The organizations’ draft bill calls for a $1.6-billion authorization in fiscal 1984 “to assist the states to expand, improve, and intensify existing vocational-technical education programs.” The draft, however, also calls for a restructuring of the current system of allocating the federal money. For example, postsecondary and adult education would receive a larger share of the federal funds allocated to the states.
Unlike the Administration’s proposal, the proposal backed by the vocational-education groups does not call for a block-grants program, but would continue categorical funding for disadvantaged young people, minorities, women, the handicapped, and adults in need of training and retraining.
Dean Griffin, director of governmental relations for the ava, said the organization’s draft bill simplifies the current law so that “the states can implement [the program] more effectively.”
“You have to have a definite role for the federal money; it can’t be general aid to education,” Mr. Griffin said.
Another bill (HR 14), sponsored by Representative Carl D. Perkins, Democrat of Kentucky, and chairman of the House Education and Labor Committee, would simply extend the current law for one year.

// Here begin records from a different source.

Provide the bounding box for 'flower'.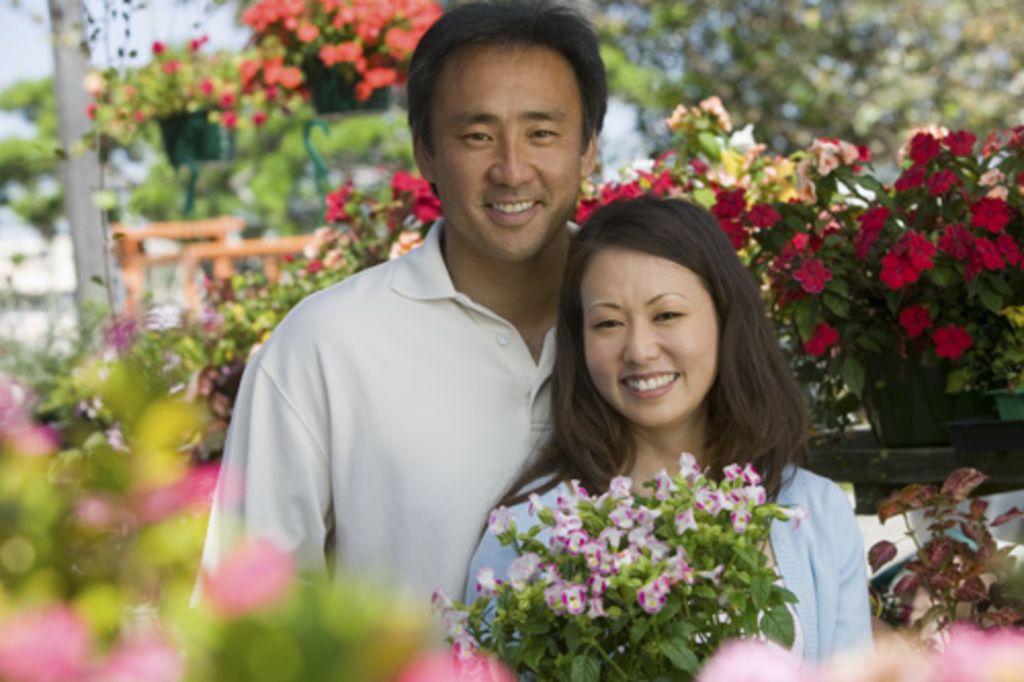
Rect(106, 311, 131, 354).
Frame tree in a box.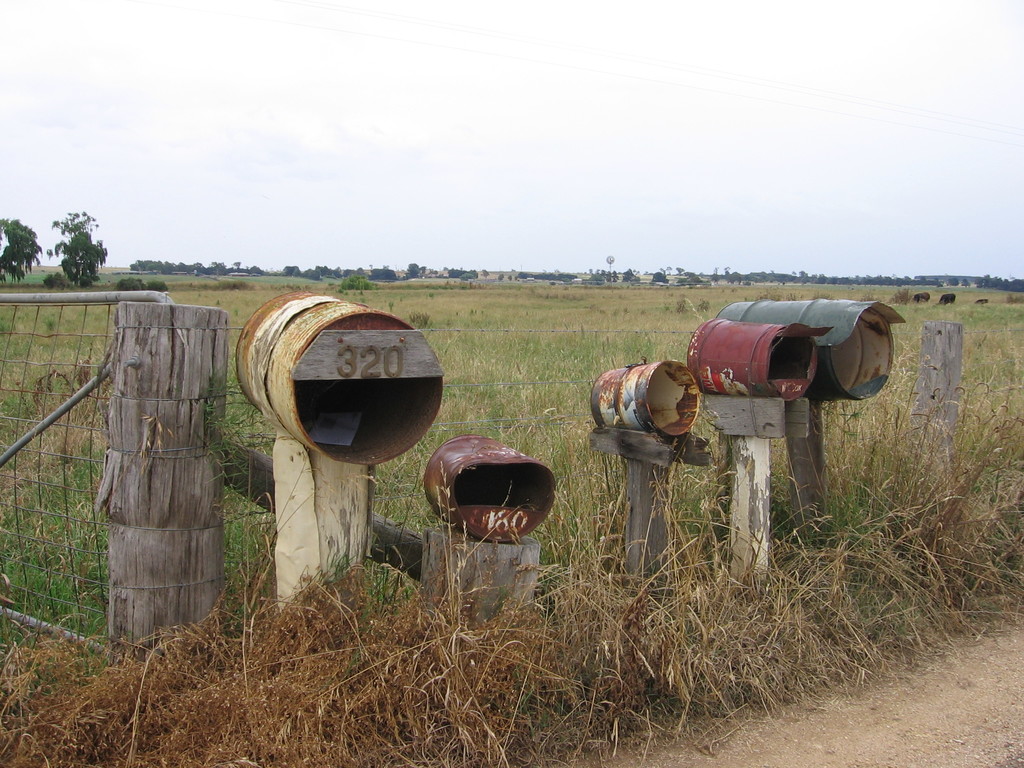
crop(401, 262, 424, 282).
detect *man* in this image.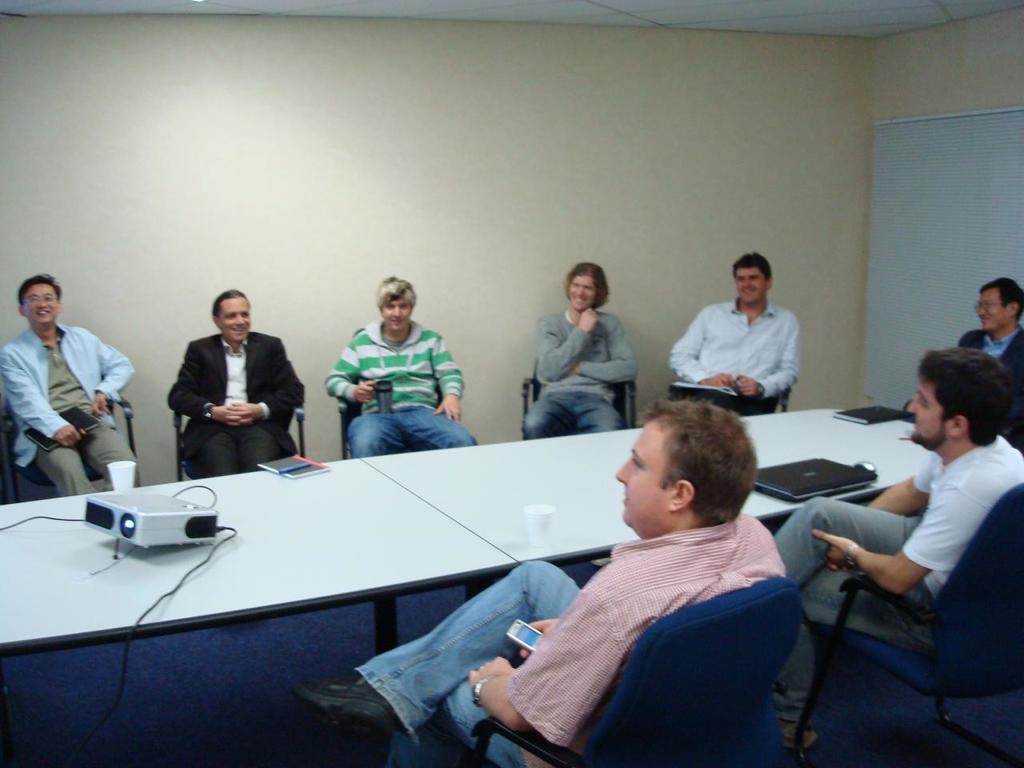
Detection: bbox(667, 254, 823, 416).
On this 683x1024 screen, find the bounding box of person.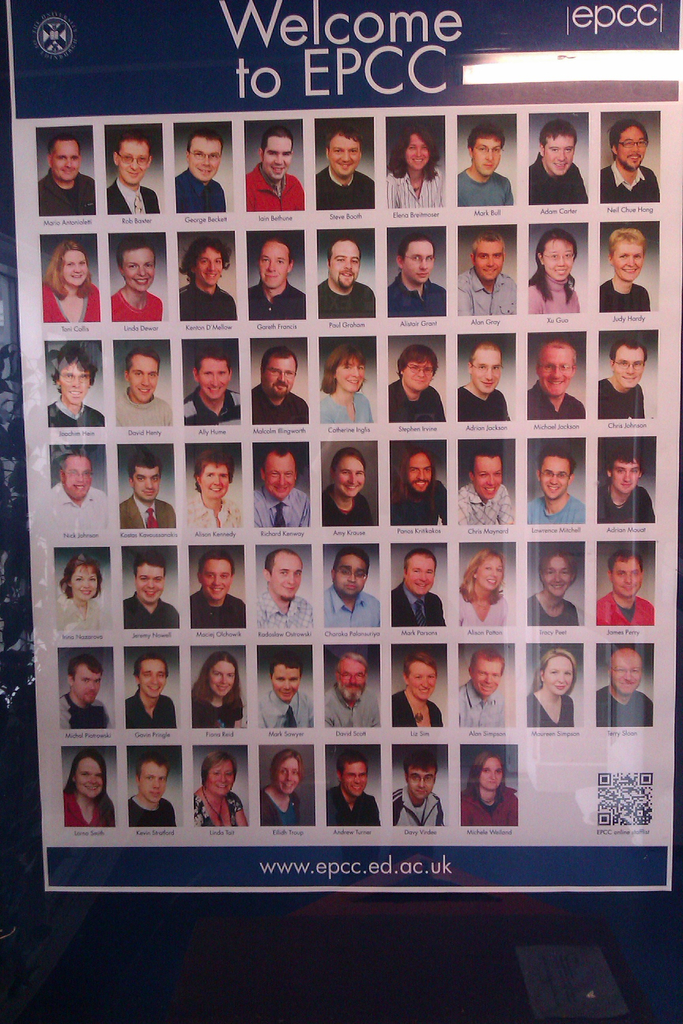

According to Mr. Jennings, the ex-tension bill could become the basis for a final measure reauthorizing the vocational-education program, but he said “the House is not moving rapidly” on reauthorization.
In the Senate, according to Ms. Gault, members of the education subcommittee “will be making up for lost time in the next six months” in an attempt “to report something early.” Hearings on the reauthorization are scheduled for later this month.
Ms. Gault said the subcommittee would like to present “a consensus bill” representing the best elements of the Administration’s proposal and the ava’s draft bill.